Tuesday's march underlined the Kremlin's disinterest. The Communists chanted "revolution" as they marched toward the Kremlin, but were channeled tightly between police and wire barriers. Where even a few years ago the march had been allotted Moscow's main street, now they were squeezed by police onto its pavements. Some of the older Communist marchers rattled the barriers, yelling furiously at police that they had once walked there.
The Kremlin is not alone in its attitude -- recent polls show many Russians are deeply ambivalent about the revolution. A poll in October by the Russian Academy of Science showed only 6 percent of Russians feel the revolution is something to be proud of. Some point to the repression that it led to under Stalin, but many seem more troubled by the revolution as a proof of Russia’s weakness at the time.
The result has been muted commemorations, left largely to the Communists, who have hosted a week of events. But even they have often skirted the uprising itself. The party of revolution has grown old too. In Saint Petersburg, it dutifully hosted a conference of “left forces.” At the Tauride Palace, where Lenin established the party, delegations from socialist groups one after another lamented the left’s troubled prospects.
"Maybe Lenin will wake up," Adrian Larsen Steinboe, a Norwegian delegate, told an ABC News reporter wryly.
Russia’s Communist Party has recently sought to rebrand itself to attract younger members. Part of that involves printing posters showing Marx and Lenin as hipsters. In one, a raffish Lenin in a long red scarf and holding a laptop, looks at the Winter Palace and asks, “Will we take it?” Another shows a picture of a red flag flying over the Kremlin walls with the plaintive date, “201?”

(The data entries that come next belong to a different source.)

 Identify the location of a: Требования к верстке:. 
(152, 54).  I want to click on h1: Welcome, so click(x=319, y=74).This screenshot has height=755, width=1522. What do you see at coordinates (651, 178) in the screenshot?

Mostly though, the party has turned toward nostalgia, not for revolutionary upheaval, but for the post-war glory days of the Soviet Union, when many party members were young. At a commemorative concert in Saint Petersburg on Friday, a crowd, mostly in their late sixties, sang along to Soviet-era swing. There were chants of “Lenin lives.” An emcee, also in his sixties, harangued the crowd about the marvels of a first apartment given by the government. “Oh speak of that, speak of that,” he cried, “of the bath!”
Amid the official quiet, Russia’s state media and some cultural institutions have offered hints at how citizens ought to perceive the revolution. Russian state television has aired documentaries suggesting the country’s revolutions were largely foreign-funded plots, a favorite idea of the Kremlin in the present day. Russia 24, the state news channel, ran a program titled “100 Years of the Revolution — A Snare for Russia,” suggesting the 1905 revolution, and by extension 1917, was a conspiracy of American bankers and Japanese generals.

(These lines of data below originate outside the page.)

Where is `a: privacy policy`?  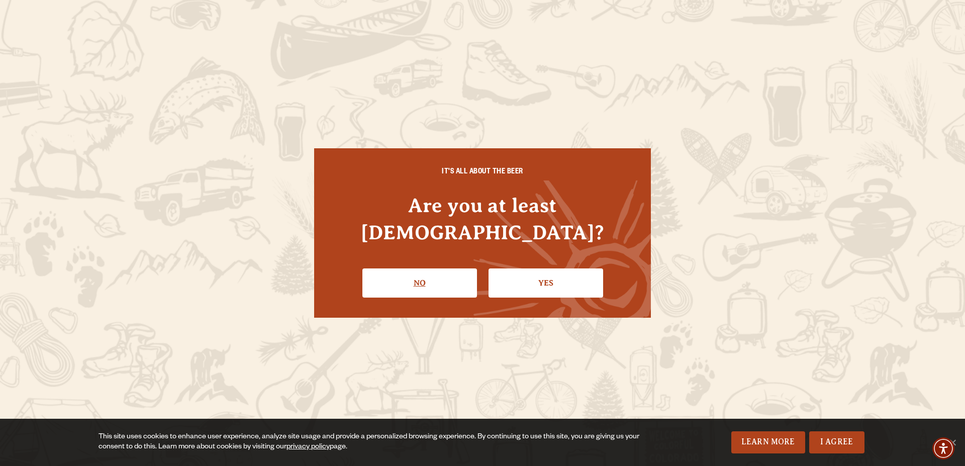
a: privacy policy is located at coordinates (308, 447).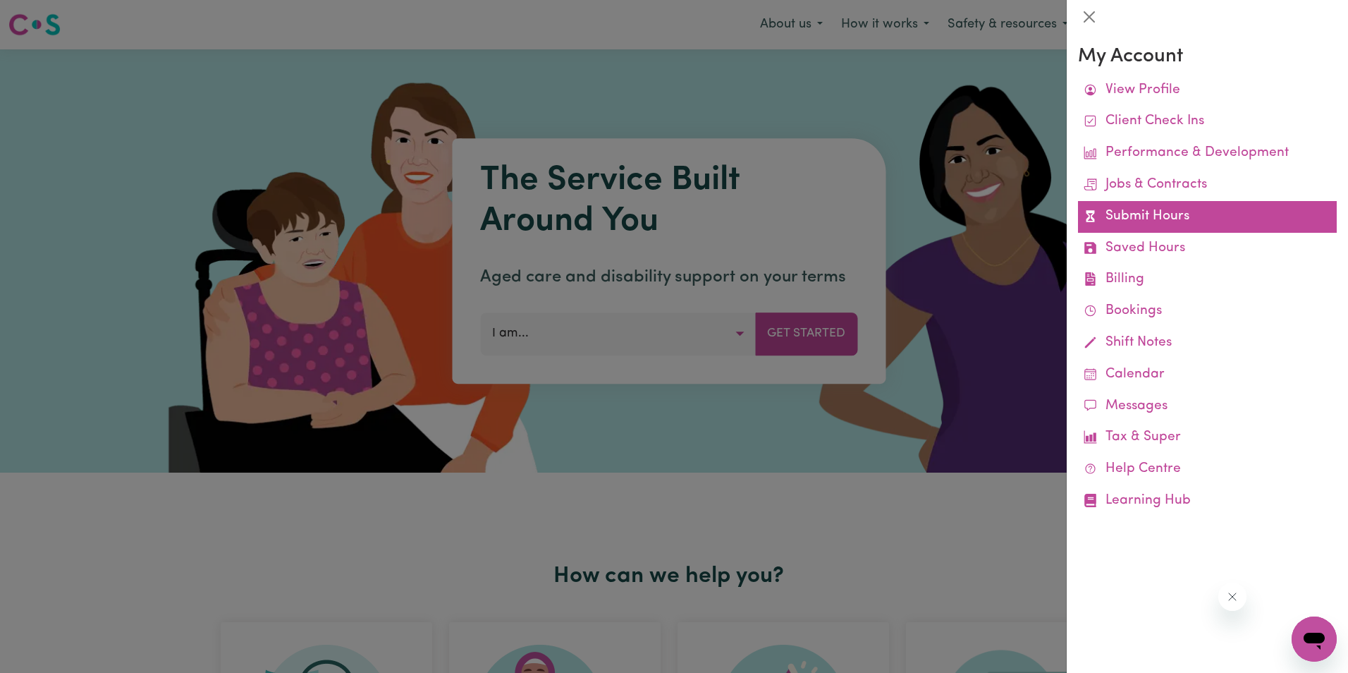 This screenshot has height=673, width=1348. I want to click on a: Submit Hours, so click(1207, 216).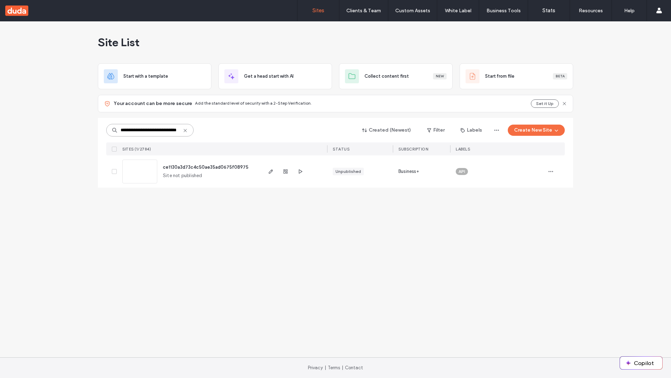 This screenshot has height=378, width=671. I want to click on div: Collect content firstNew, so click(396, 76).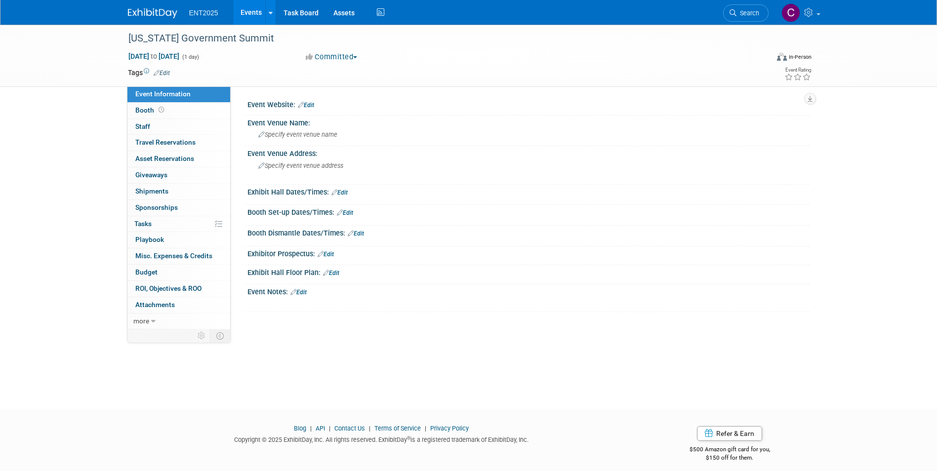 Image resolution: width=937 pixels, height=471 pixels. I want to click on div: Exhibit Hall Dates/Times:, so click(528, 191).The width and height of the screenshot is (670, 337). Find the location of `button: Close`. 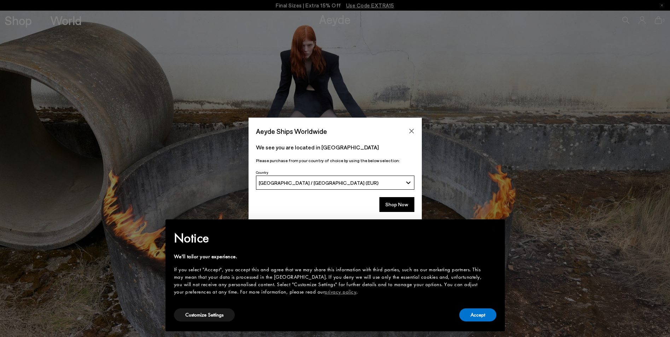

button: Close is located at coordinates (412, 131).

The Kremlin under Putin is a history enthusiast -- its avoidance of the revolution itself is notable given how eagerly it makes use of history elsewhere. It has focused recently on building a single continuum of what it considers Russian greatness, from the tsarist empire to the present day, bridged by Stalin.
Putin’s state’s preferred lineage, Trudolyubov said, is Russia’s pre-revolutionary empire. He noted that several of Russia’s key ministries have begun dating their founding to tsarist-era bodies instead of their Soviet forebears.
The now dispossessed Communists who finished Tuesday's rally put on brave face to ABC News. One man, Aleksey Maksimov, standing in a long gray Stalinist coat and white gloves, and holding a red banner, declaimed, "Communism will not be defeated, it will necessarily come,"he said. "I just can't tell you which year that will exactly."